You should see Envoy start and print its version and config source.


Exercises

1. Test the proxy

curl -v http://localhost:10000/get

You should receive httpbin's JSON response. Notice in Envoy's stdout you'll see an access log line for the request.

2. Explore the admin API

Open http://localhost:9901 in your browser, or use curl:

# See your cluster status
curl http://localhost:9901/clusters

# See all stats (there are thousands)
curl http://localhost:9901/stats | grep httpbin

# Dump the full running config as JSON
curl http://localhost:9901/config_dump | python3 -m json.tool | less

Stats naming convention

Envoy stats follow the pattern <scope>.<name>. For your cluster: cluster.httpbin_cluster.upstream_rq_total is the total requests sent to the cluster. cluster.httpbin_cluster.upstream_cx_connect_fail counts connection failures.

3. Watch an upstream failure

Stop the container and change httpbin.org to a non-existent hostname like does-not-exist.example.com. Start Envoy again and curl it:

curl -v http://localhost:10000/get

You should get a 503 Service Unavailable. Check the stats:

curl http://localhost:9901/stats | grep connect_fail

4. Add a second route

Try adding a second virtual host or route that sends /status requests to a different path.
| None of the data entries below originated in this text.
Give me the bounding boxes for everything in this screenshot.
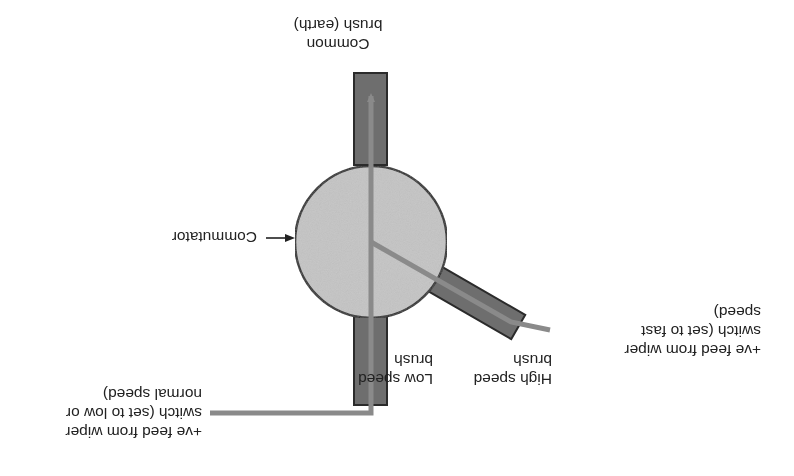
- low-speed-brush-label-line1: Low speed: [358, 371, 433, 388]
- high-feed-label-line1: +ve feed from wiper: [624, 342, 761, 359]
- common-brush-label-line2: brush (earth): [294, 17, 383, 34]
- low-feed-label-line3: normal speed): [103, 386, 202, 403]
- low-feed-label-line2: switch (set to low or: [66, 405, 202, 422]
- low-feed-label-line1: +ve feed from wiper: [65, 424, 202, 441]
- low-speed-brush-label-line2: brush: [394, 352, 433, 369]
- commutator-arrowhead-icon: [285, 234, 295, 242]
- low-speed-feed-label: +ve feed from wiper switch (set to low o…: [65, 386, 202, 441]
- high-speed-brush-label-line2: brush: [513, 352, 552, 369]
- high-feed-label-line3: speed): [714, 304, 761, 321]
- high-speed-brush-label-line1: High speed: [474, 371, 552, 388]
- commutator-label: Commutator: [172, 229, 257, 246]
- common-brush-label: Common brush (earth): [294, 17, 383, 53]
- high-feed-label-line2: switch (set to fast: [641, 323, 761, 340]
- diagram-canvas: Common brush (earth) Commutator Low spee…: [0, 0, 794, 476]
- high-speed-feed-label: +ve feed from wiper switch (set to fast …: [624, 304, 761, 359]
- common-brush-label-line1: Common: [307, 36, 370, 53]
- wiper-motor-brush-diagram: Common brush (earth) Commutator Low spee…: [0, 0, 794, 476]
- high-speed-brush-label: High speed brush: [474, 352, 552, 388]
Modify the route_config section:

routes:
  - match:
      prefix: "/status"
    route:
      cluster: httpbin_cluster
      prefix_rewrite: "/status"  # keep the path
  - match:
      prefix: "/"
    route:
      cluster: httpbin_cluster

Routes are matched in order — the first match wins.


What you learned

  • The three-part Envoy config structure: listeners, clusters, routes
  • How @type works in Envoy's proto-based config
  • Cluster discovery types and when to use each
  • The admin API for real-time visibility
  • How stats are named and how to query them

Next step

In Step 2 you will run multiple backend instances and configure Envoy to load-balance between them.